When I became a school board member, I shared the attitude I’m sure many of you have about school athletics – that the emphasis and support school leaders grant it should instead be redirected toward academics.
Full disclosure: I’ve never been an athlete. In fact, I was the kid who was always picked last, and deservedly so. I wouldn’t have picked me, either. So it shouldn’t surprise you that I viewed the role of and resources for school sports through a wary eye.
It didn’t take me long to realize that almost everything I thought I knew about school athletics was wrong. The more I learned, the better I understood the important role athletics plays in the lives of the students who participate. (And before parents of students in other activities jump to scold me, the same things apply to what your kids do, so please calm down and let me continue. Thank you.)
By my second dinner celebrating students who topped their classes in academic performance, I noticed that most were not only athletes, but held leadership roles like being their teams’ captains. How did they manage to get such great grades while spending dozens of hours in practice and competition each week? Self-discipline and time management, and how many of us could use a hefty dose of both? (Especially those swimmers – if you’re in a hiring role and an applicant was a varsity swimmer, grab ‘em.)
I’ve had innumerable conversations with adults who shared variations of “if it hadn’t been for football, I would have dropped out.” That’s another role athletics and those other extracurriculars play: they give students an excuse to endure the drudgery of classes. Just as important, athletics provided a seat at a lunch table with peers who understood and even liked them.
Despite the positives school athletics delivers, it’s the subject of frequent attacks, most of which are based on myths that just aren’t true. The biggest? People think money gets diverted from classrooms to fund athletics, but that’s flat-out illegal in Indiana. Schools can use tax dollars to build facilities and pay the tiny stipends coaches and other extracurricular leaders receive for their hundreds of hours of extra work, but that’s it. Game equipment, jerseys, officials … none of that can come from taxpayer dollars. That’s why schools have ticket sales, concession stands, and booster organizations.
The myth that schools put more attention toward athletics than anything else ignores the real source of that attention: pressure from the community. A school board can adopt a new program that will dramatically improve academic performance, and the public yawns. Let the basketball coach have three losing seasons in a row, and board members will be showered with angry comments.
The fact that basketball games are more well-attended than band contests or whatever activity means more to you isn’t because the schools promote one over the other. It’s because our population in general embraces sports more than the arts or whatever activity means more to you. And within athletics, the fact that more people attend boys’ basketball games than girls’ games isn’t because of the school, either. Just compare average NBA attendance over the past few years to the WNBA’s numbers. Do the same with professional soccer. While women’s athletics are catching up, society still has more interest and spends more time watching males compete.
You might be surprised at the two biggest challenges local school athletic directors face. The first is a fast-growing shortage of officials. The average age has been increasing, and younger folks aren’t stepping up in sufficient numbers to replace retirees. When you don’t have enough officials, you can’t have a game. The second? It’s getting harder to find coaches. It isn’t that schools lack people who love athletics and would make great coaches. It’s that the behavior of parents and fans makes coaching – and officiating – extraordinarily unpleasant these days. Many coaches I’ve known who stepped down specifically cited that behavior as a key factor in their decision.
During my school board tenure, I fielded complaints about nearly every coach of every sport … and when the complaint came from a parent of a team member, there was usually a curious correlation. Was it just a coincidence that the complainer’s son or daughter had recently been benched? When I asked, the response was invariably, “Well, yeah, but what they’ve been doing has been bothering me for a long time and I thought I should finally speak up.” Ah, gotcha.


#### [Work request]
Each entry below is to be reproduced exactly, though any pictures it holds must be omitted.

Interface dataset entries
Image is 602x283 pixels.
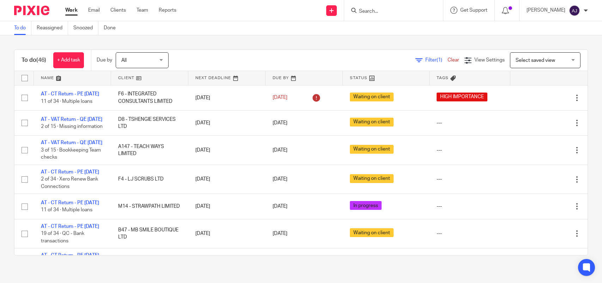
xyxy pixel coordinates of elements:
[53,52,84,68] a: + Add task
[41,117,102,122] a: AT - VAT Return - QE [DATE]
[111,248,188,277] td: H27 - DASHEEN SHIPPING LTD
[111,85,188,110] td: F6 - INTEGRATED CONSULTANTS LIMITED
[41,124,103,129] span: 2 of 15 · Missing information
[41,169,99,174] a: AT - CT Return - PE [DATE]
[350,145,394,154] span: Waiting on client
[121,58,127,63] span: All
[41,200,99,205] a: AT - CT Return - PE [DATE]
[159,7,176,14] a: Reports
[350,118,394,126] span: Waiting on client
[111,164,188,193] td: F4 - LJ SCRUBS LTD
[41,253,99,258] a: AT - CT Return - PE [DATE]
[14,21,31,35] a: To do
[437,58,443,62] span: (1)
[137,7,148,14] a: Team
[41,231,84,243] span: 19 of 34 · QC - Bank transactions
[527,7,566,14] p: [PERSON_NAME]
[97,56,112,64] p: Due by
[111,194,188,219] td: M14 - STRAWPATH LIMITED
[273,95,288,100] span: [DATE]
[41,224,99,229] a: AT - CT Return - PE [DATE]
[569,5,581,16] img: svg%3E
[111,136,188,164] td: A147 - TEACH WAYS LIMITED
[359,8,422,15] input: Search
[273,176,288,181] span: [DATE]
[350,92,394,101] span: Waiting on client
[88,7,100,14] a: Email
[41,99,92,104] span: 11 of 34 · Multiple loans
[188,248,266,277] td: [DATE]
[437,119,504,126] div: ---
[437,230,504,237] div: ---
[437,203,504,210] div: ---
[104,21,121,35] a: Done
[110,7,126,14] a: Clients
[350,174,394,183] span: Waiting on client
[188,85,266,110] td: [DATE]
[437,76,449,80] span: Tags
[188,164,266,193] td: [DATE]
[65,7,78,14] a: Work
[475,58,505,62] span: View Settings
[448,58,459,62] a: Clear
[188,194,266,219] td: [DATE]
[437,175,504,182] div: ---
[22,56,46,64] h1: To do
[14,6,49,15] img: Pixie
[437,146,504,154] div: ---
[426,58,448,62] span: Filter
[41,208,92,212] span: 11 of 34 · Multiple loans
[437,92,488,101] span: HIGH IMPORTANCE
[41,176,98,189] span: 2 of 34 · Xero Renew Bank Connections
[461,8,488,13] span: Get Support
[273,120,288,125] span: [DATE]
[350,228,394,237] span: Waiting on client
[36,57,46,63] span: (46)
[188,136,266,164] td: [DATE]
[273,231,288,236] span: [DATE]
[350,201,382,210] span: In progress
[111,110,188,135] td: D8 - TSHENGIE SERVICES LTD
[37,21,68,35] a: Reassigned
[41,148,101,160] span: 3 of 15 · Bookkeeping Team checks
[273,148,288,152] span: [DATE]
[111,219,188,248] td: B47 - MB SMILE BOUTIQUE LTD
[41,91,99,96] a: AT - CT Return - PE [DATE]
[516,58,555,63] span: Select saved view
[41,140,102,145] a: AT - VAT Return - QE [DATE]
[188,110,266,135] td: [DATE]
[188,219,266,248] td: [DATE]
[273,204,288,209] span: [DATE]
[73,21,98,35] a: Snoozed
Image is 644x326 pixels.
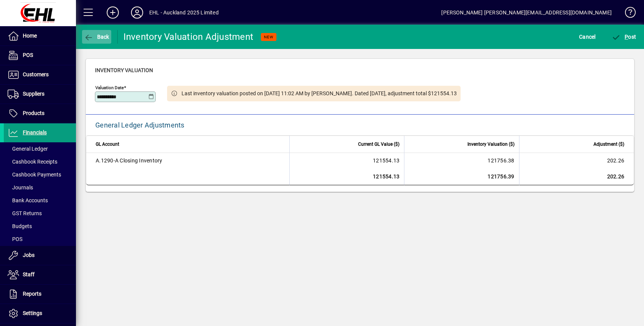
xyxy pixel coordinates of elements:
[4,220,76,233] a: Budgets
[404,153,519,168] td: 121756.38
[4,181,76,194] a: Journals
[619,1,635,26] a: Knowledge Base
[610,30,638,44] button: Post
[7,210,42,216] span: GST Returns
[76,30,118,44] app-page-header-button: Back
[4,233,76,246] a: POS
[95,67,153,73] span: Inventory Valuation
[7,236,22,242] span: POS
[4,246,76,265] a: Jobs
[82,30,111,44] button: Back
[4,168,76,181] a: Cashbook Payments
[182,90,457,98] span: Last inventory valuation posted on [DATE] 11:02 AM by [PERSON_NAME]. Dated [DATE], adjustment tot...
[467,140,515,149] span: Inventory Valuation ($)
[7,159,57,165] span: Cashbook Receipts
[579,31,596,43] span: Cancel
[95,85,124,91] mat-label: Valuation Date
[23,52,33,58] span: POS
[4,85,76,104] a: Suppliers
[625,34,628,40] span: P
[23,130,47,136] span: Financials
[4,155,76,168] a: Cashbook Receipts
[4,143,76,155] a: General Ledger
[84,34,109,40] span: Back
[4,65,76,84] a: Customers
[23,271,34,277] span: Staff
[23,252,34,258] span: Jobs
[4,285,76,304] a: Reports
[4,46,76,65] a: POS
[101,6,125,20] button: Add
[612,34,637,40] span: ost
[358,140,400,149] span: Current GL Value ($)
[4,207,76,220] a: GST Returns
[519,153,634,168] td: 202.26
[7,223,32,229] span: Budgets
[4,26,76,46] a: Home
[23,33,37,39] span: Home
[264,34,273,39] span: NEW
[7,146,48,152] span: General Ledger
[124,31,254,43] div: Inventory Valuation Adjustment
[96,140,119,149] span: GL Account
[289,168,404,185] td: 121554.13
[441,7,612,19] div: [PERSON_NAME] [PERSON_NAME][EMAIL_ADDRESS][DOMAIN_NAME]
[594,140,624,149] span: Adjustment ($)
[23,291,41,297] span: Reports
[23,91,45,97] span: Suppliers
[125,6,149,20] button: Profile
[7,171,61,178] span: Cashbook Payments
[95,119,184,131] div: General Ledger Adjustments
[23,310,42,316] span: Settings
[4,304,76,323] a: Settings
[289,153,404,168] td: 121554.13
[149,7,219,19] div: EHL - Auckland 2025 Limited
[4,104,76,123] a: Products
[23,110,45,116] span: Products
[404,168,519,185] td: 121756.39
[7,184,33,190] span: Journals
[96,157,163,164] span: A Closing Inventory
[7,197,48,203] span: Bank Accounts
[4,265,76,284] a: Staff
[577,30,598,44] button: Cancel
[23,72,49,78] span: Customers
[519,168,634,185] td: 202.26
[4,194,76,207] a: Bank Accounts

#### [Completed task]
Image is 602x283 pixels.
xyxy pixel coordinates of elements:
[53,52,84,68] a: + Add task
[41,117,102,122] a: AT - VAT Return - QE [DATE]
[111,248,188,277] td: H27 - DASHEEN SHIPPING LTD
[111,85,188,110] td: F6 - INTEGRATED CONSULTANTS LIMITED
[41,124,103,129] span: 2 of 15 · Missing information
[41,169,99,174] a: AT - CT Return - PE [DATE]
[350,145,394,154] span: Waiting on client
[121,58,127,63] span: All
[41,200,99,205] a: AT - CT Return - PE [DATE]
[159,7,176,14] a: Reports
[350,118,394,126] span: Waiting on client
[111,164,188,193] td: F4 - LJ SCRUBS LTD
[41,253,99,258] a: AT - CT Return - PE [DATE]
[14,21,31,35] a: To do
[437,58,443,62] span: (1)
[137,7,148,14] a: Team
[41,231,84,243] span: 19 of 34 · QC - Bank transactions
[527,7,566,14] p: [PERSON_NAME]
[97,56,112,64] p: Due by
[111,194,188,219] td: M14 - STRAWPATH LIMITED
[273,95,288,100] span: [DATE]
[41,224,99,229] a: AT - CT Return - PE [DATE]
[569,5,581,16] img: svg%3E
[111,136,188,164] td: A147 - TEACH WAYS LIMITED
[359,8,422,15] input: Search
[273,176,288,181] span: [DATE]
[350,92,394,101] span: Waiting on client
[88,7,100,14] a: Email
[41,99,92,104] span: 11 of 34 · Multiple loans
[188,248,266,277] td: [DATE]
[437,119,504,126] div: ---
[437,230,504,237] div: ---
[437,203,504,210] div: ---
[104,21,121,35] a: Done
[110,7,126,14] a: Clients
[350,174,394,183] span: Waiting on client
[188,85,266,110] td: [DATE]
[437,76,449,80] span: Tags
[188,164,266,193] td: [DATE]
[65,7,78,14] a: Work
[475,58,505,62] span: View Settings
[448,58,459,62] a: Clear
[188,194,266,219] td: [DATE]
[437,175,504,182] div: ---
[22,56,46,64] h1: To do
[14,6,49,15] img: Pixie
[437,146,504,154] div: ---
[426,58,448,62] span: Filter
[41,208,92,212] span: 11 of 34 · Multiple loans
[437,92,488,101] span: HIGH IMPORTANCE
[41,176,98,189] span: 2 of 34 · Xero Renew Bank Connections
[461,8,488,13] span: Get Support
[273,120,288,125] span: [DATE]
[350,228,394,237] span: Waiting on client
[36,57,46,63] span: (46)
[188,136,266,164] td: [DATE]
[273,231,288,236] span: [DATE]
[350,201,382,210] span: In progress
[111,110,188,135] td: D8 - TSHENGIE SERVICES LTD
[37,21,68,35] a: Reassigned
[41,148,101,160] span: 3 of 15 · Bookkeeping Team checks
[273,148,288,152] span: [DATE]
[111,219,188,248] td: B47 - MB SMILE BOUTIQUE LTD
[41,91,99,96] a: AT - CT Return - PE [DATE]
[516,58,555,63] span: Select saved view
[41,140,102,145] a: AT - VAT Return - QE [DATE]
[188,110,266,135] td: [DATE]
[188,219,266,248] td: [DATE]
[273,204,288,209] span: [DATE]
[73,21,98,35] a: Snoozed
Image is 644x326 pixels.
xyxy pixel coordinates of elements:
[4,220,76,233] a: Budgets
[404,153,519,168] td: 121756.38
[4,181,76,194] a: Journals
[619,1,635,26] a: Knowledge Base
[610,30,638,44] button: Post
[7,210,42,216] span: GST Returns
[76,30,118,44] app-page-header-button: Back
[4,233,76,246] a: POS
[95,67,153,73] span: Inventory Valuation
[7,236,22,242] span: POS
[4,246,76,265] a: Jobs
[82,30,111,44] button: Back
[4,168,76,181] a: Cashbook Payments
[182,90,457,98] span: Last inventory valuation posted on [DATE] 11:02 AM by [PERSON_NAME]. Dated [DATE], adjustment tot...
[467,140,515,149] span: Inventory Valuation ($)
[7,159,57,165] span: Cashbook Receipts
[579,31,596,43] span: Cancel
[95,85,124,91] mat-label: Valuation Date
[23,52,33,58] span: POS
[4,85,76,104] a: Suppliers
[625,34,628,40] span: P
[23,130,47,136] span: Financials
[4,155,76,168] a: Cashbook Receipts
[4,143,76,155] a: General Ledger
[84,34,109,40] span: Back
[4,65,76,84] a: Customers
[23,271,34,277] span: Staff
[23,252,34,258] span: Jobs
[4,285,76,304] a: Reports
[4,46,76,65] a: POS
[101,6,125,20] button: Add
[612,34,637,40] span: ost
[358,140,400,149] span: Current GL Value ($)
[4,207,76,220] a: GST Returns
[519,153,634,168] td: 202.26
[7,223,32,229] span: Budgets
[4,26,76,46] a: Home
[23,33,37,39] span: Home
[264,34,273,39] span: NEW
[7,146,48,152] span: General Ledger
[124,31,254,43] div: Inventory Valuation Adjustment
[96,140,119,149] span: GL Account
[289,168,404,185] td: 121554.13
[441,7,612,19] div: [PERSON_NAME] [PERSON_NAME][EMAIL_ADDRESS][DOMAIN_NAME]
[594,140,624,149] span: Adjustment ($)
[23,291,41,297] span: Reports
[23,91,45,97] span: Suppliers
[125,6,149,20] button: Profile
[7,171,61,178] span: Cashbook Payments
[95,119,184,131] div: General Ledger Adjustments
[23,310,42,316] span: Settings
[4,304,76,323] a: Settings
[289,153,404,168] td: 121554.13
[149,7,219,19] div: EHL - Auckland 2025 Limited
[4,104,76,123] a: Products
[23,110,45,116] span: Products
[404,168,519,185] td: 121756.39
[7,184,33,190] span: Journals
[96,157,163,164] span: A Closing Inventory
[7,197,48,203] span: Bank Accounts
[4,265,76,284] a: Staff
[577,30,598,44] button: Cancel
[23,72,49,78] span: Customers
[519,168,634,185] td: 202.26
[4,194,76,207] a: Bank Accounts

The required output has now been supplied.